Layer 1 — Smart intake
We begin with a shared inbox, IVR, or chat widget. LLMs handle classification, entity capture, and summarization; deterministic regex and validation keep the output predictable. Every intake packet includes:
- Requester, account, or asset IDs pulled from CRM and data warehouses.
- Priority labels tied to SLAs.
- Suggested next actions (draft replies, tasks, or tickets).
Layer 2 — Workflow router
Once intake is structured, we hand it to a router built in Zapier, Make, n8n, or a bespoke Node service. The router only cares about what outcome is needed and which system owns it.
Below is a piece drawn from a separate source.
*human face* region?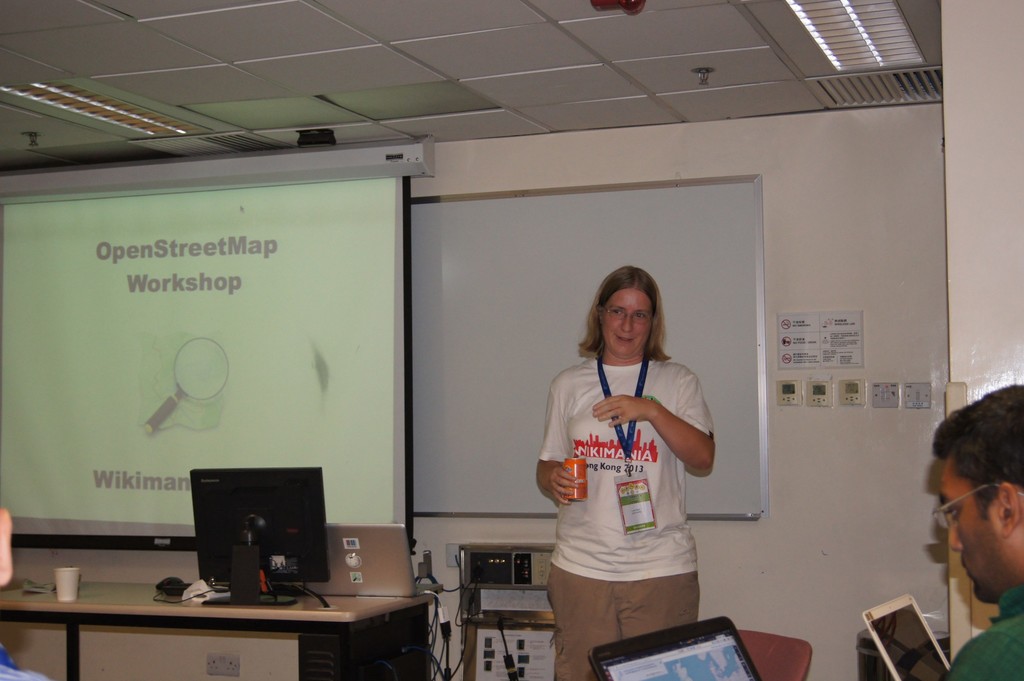
box=[937, 465, 1007, 603]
Common routes:
- Deal support → Salesforce tasks with auto-filled context.
- IT request → Linear or Jira with AI-written repro steps.
- Scheduling request → Calendly + SMS confirmations with human fallback.
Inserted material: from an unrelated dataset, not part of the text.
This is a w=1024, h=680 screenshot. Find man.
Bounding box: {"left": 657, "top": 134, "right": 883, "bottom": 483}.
Layer 3 — Human confirmation
We never remove humans; we just give them better leverage. Approval steps land in Slack, Teams, or email with one-click buttons. We track human overrides so the router learns when to escalate sooner.
Implementation rhythm
- Map the top 5 intake sources and destinations.
- Document the “happy path” and edge cases per workflow.
- Launch in sandbox with telemetry (success rate, human overrides, SLAs).
- Roll out to production users with training and weekly retros.
The end state feels invisible: customers still email or call, teams still work in their existing tools, and the AI quietly triages everything in between.